Based on these events and their commemoration, the interdisciplinary conference “Quo Vadis Great Britain?”: ‘Britishness’ in the Year of the Waterloo Bicentennial raised the question what role the past still plays in modern Britain. Since Waterloo, British society has changed dramatically. It is now multicultural and no longer united by Protestantism or enmity against the hostile Catholic Other France. What does it mean to be British today? Why is there such a yearning for the past, fuelling an ever growing heritage industry? Why are British cultural products so popular worldwide and what do they tell us about British society? And how does Britain deal with its role in Europe and the world, as well as with separational developments within the UK?
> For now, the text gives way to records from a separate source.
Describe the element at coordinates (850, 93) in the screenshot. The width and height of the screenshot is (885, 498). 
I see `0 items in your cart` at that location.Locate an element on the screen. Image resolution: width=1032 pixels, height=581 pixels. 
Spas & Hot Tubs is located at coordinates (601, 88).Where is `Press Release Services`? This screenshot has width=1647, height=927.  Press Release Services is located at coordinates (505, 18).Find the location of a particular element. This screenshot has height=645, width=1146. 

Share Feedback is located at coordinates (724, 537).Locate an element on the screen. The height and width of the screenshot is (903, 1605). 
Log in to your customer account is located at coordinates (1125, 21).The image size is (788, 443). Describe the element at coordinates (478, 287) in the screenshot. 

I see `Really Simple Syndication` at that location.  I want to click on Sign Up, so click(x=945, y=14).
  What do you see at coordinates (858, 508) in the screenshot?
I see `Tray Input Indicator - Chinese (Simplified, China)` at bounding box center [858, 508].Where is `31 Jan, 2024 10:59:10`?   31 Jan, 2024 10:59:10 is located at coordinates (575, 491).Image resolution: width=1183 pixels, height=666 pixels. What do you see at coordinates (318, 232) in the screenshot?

At the start of the conference, William Gatward of the British Embassy in Berlin gave an interesting keynote on Britain’s role – and its self-conception – in our world today. In the following, scholars from different backgrounds (including literary scholars, sociologists, film theorists) presented a great variety of papers related to the conference’s topic, focusing for example on ‘Waterloo architecture’, expressions of modern imperialist politics in James Bond, the political effects of the 2015 General Election, the role of the monarchy and the Queen, differences in 18th-century marriage-law between England and Scotland, poetic contributions to the Scottish Referendum of 2014, utopianism in modern literature, and British identity as reflected in cultural products such as Doctor Who, the Hammer films and Fawlty Towers (see the website http://www.anglistik.uni-muenchen.de/aktuelles-vortraege/quo-vadis-great-britain__/index.html for the whole programme).
The wide range of topics addressed, as well as the lively discussions, attested to the topicality of the conference’s subject and showed that even in modern, multi-cultural Britain, the past is still very much alive.